O'Malley called critics of his policy "ideologues on the left.
O'Malley still believes that 100,000 arrests in a city of 600,000 is a great ide.
BALTIMORE Baltimore Mayor Stephanie Rawlings-Blake said Wednesday she will not combat crime by returning to the days of so-called mass arrests of minor offenses.
In an opinion-editorial piece published Wednesday in The Baltimore Sun, Gov. Martin O'Malley stepped up his campaign to get the city to go back to what he did when he was mayor: have a policing policy that led to more than 100,000 arrests per year -- many for minor offenses.
The mayor and governor are widely seen as friends, but they are not on the same page on this issue and the continuing debate, the mayor said, is causing many communities to worry.
"Homicides are going up for the second year in a row, and shootings are up year to date. Why? I believe it has to do with the fact that enforcement levels have fallen to a 13-year low," the governor wrote.
O'Malley called critics of his policy "ideologues on the left." . . .
"Honest minds can differ, but this honest mind is also fact-dependent, and the data show that more arrests didn't lead to a safer city," Rawlings-Blake countered Wednesday.
The mayor's office produced a chart showing a steady decline in violent crime since 2006 -- the year O'Malley left City Hall -- and arrests reached their peak. It was to counter a chart produced by the governor to argue otherwise.
In some communities, the tactic was known as "the bad old days" when so many people got locked up that the line at Central Booking was long.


■ Work to complete ■
Reproduce the listing below in full and without alteration, apart from its pictures.

■ Supplied data ■
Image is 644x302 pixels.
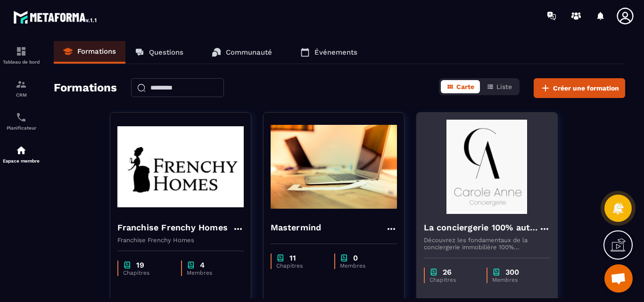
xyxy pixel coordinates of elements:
[16,145,27,156] img: automations
[3,59,40,65] p: Tableau de bord
[430,268,438,277] img: chapter
[456,83,474,90] span: Carte
[289,254,296,262] p: 11
[123,269,171,276] p: Chapitres
[187,261,195,269] img: chapter
[136,261,144,269] p: 19
[505,268,519,277] p: 300
[270,221,321,234] h4: Mastermind
[226,48,272,56] p: Communauté
[553,83,619,93] span: Créer une formation
[117,119,243,214] img: formation-background
[3,126,40,131] p: Planificateur
[424,236,550,251] p: Découvrez les fondamentaux de la conciergerie immobilière 100% automatisée. Cette formation est c...
[314,48,357,56] p: Événements
[3,105,40,138] a: schedulerschedulerPlanificateur
[54,41,126,64] a: Formations
[430,277,477,283] p: Chapitres
[13,9,98,25] img: logo
[276,254,285,262] img: chapter
[340,254,348,262] img: chapter
[604,264,632,293] div: Ouvrir le chat
[54,78,117,98] h2: Formations
[353,254,358,262] p: 0
[496,83,512,90] span: Liste
[117,221,228,234] h4: Franchise Frenchy Homes
[16,112,27,123] img: scheduler
[3,39,40,72] a: formationformationTableau de bord
[340,262,387,269] p: Membres
[77,47,116,55] p: Formations
[276,262,325,269] p: Chapitres
[443,268,451,277] p: 26
[424,221,539,234] h4: La conciergerie 100% automatisée
[16,46,27,57] img: formation
[481,80,517,94] button: Liste
[117,236,243,244] p: Franchise Frenchy Homes
[3,72,40,105] a: formationformationCRM
[270,119,397,214] img: formation-background
[3,93,40,98] p: CRM
[534,78,625,98] button: Créer une formation
[200,261,204,269] p: 4
[424,119,550,214] img: formation-background
[291,41,366,64] a: Événements
[16,79,27,90] img: formation
[202,41,282,64] a: Communauté
[123,261,132,269] img: chapter
[3,138,40,171] a: automationsautomationsEspace membre
[149,48,183,56] p: Questions
[492,277,540,283] p: Membres
[441,80,480,94] button: Carte
[126,41,193,64] a: Questions
[492,268,501,277] img: chapter
[3,159,40,164] p: Espace membre
[187,269,234,276] p: Membres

■ Answer box ■
Image is 644x302 pixels.
xyxy pixel coordinates of elements:
[16,145,27,156] img: automations
[3,59,40,65] p: Tableau de bord
[430,268,438,277] img: chapter
[456,83,474,90] span: Carte
[289,254,296,262] p: 11
[123,269,171,276] p: Chapitres
[187,261,195,269] img: chapter
[136,261,144,269] p: 19
[505,268,519,277] p: 300
[270,221,321,234] h4: Mastermind
[226,48,272,56] p: Communauté
[553,83,619,93] span: Créer une formation
[117,119,243,214] img: formation-background
[3,126,40,131] p: Planificateur
[424,236,550,251] p: Découvrez les fondamentaux de la conciergerie immobilière 100% automatisée. Cette formation est c...
[314,48,357,56] p: Événements
[3,105,40,138] a: schedulerschedulerPlanificateur
[54,41,126,64] a: Formations
[430,277,477,283] p: Chapitres
[13,9,98,25] img: logo
[276,254,285,262] img: chapter
[340,254,348,262] img: chapter
[604,264,632,293] div: Ouvrir le chat
[54,78,117,98] h2: Formations
[353,254,358,262] p: 0
[496,83,512,90] span: Liste
[117,221,228,234] h4: Franchise Frenchy Homes
[16,112,27,123] img: scheduler
[3,39,40,72] a: formationformationTableau de bord
[340,262,387,269] p: Membres
[77,47,116,55] p: Formations
[276,262,325,269] p: Chapitres
[443,268,451,277] p: 26
[424,221,539,234] h4: La conciergerie 100% automatisée
[16,46,27,57] img: formation
[481,80,517,94] button: Liste
[117,236,243,244] p: Franchise Frenchy Homes
[3,72,40,105] a: formationformationCRM
[270,119,397,214] img: formation-background
[3,93,40,98] p: CRM
[534,78,625,98] button: Créer une formation
[200,261,204,269] p: 4
[424,119,550,214] img: formation-background
[291,41,366,64] a: Événements
[16,79,27,90] img: formation
[202,41,282,64] a: Communauté
[123,261,132,269] img: chapter
[3,138,40,171] a: automationsautomationsEspace membre
[149,48,183,56] p: Questions
[492,277,540,283] p: Membres
[441,80,480,94] button: Carte
[126,41,193,64] a: Questions
[492,268,501,277] img: chapter
[3,159,40,164] p: Espace membre
[187,269,234,276] p: Membres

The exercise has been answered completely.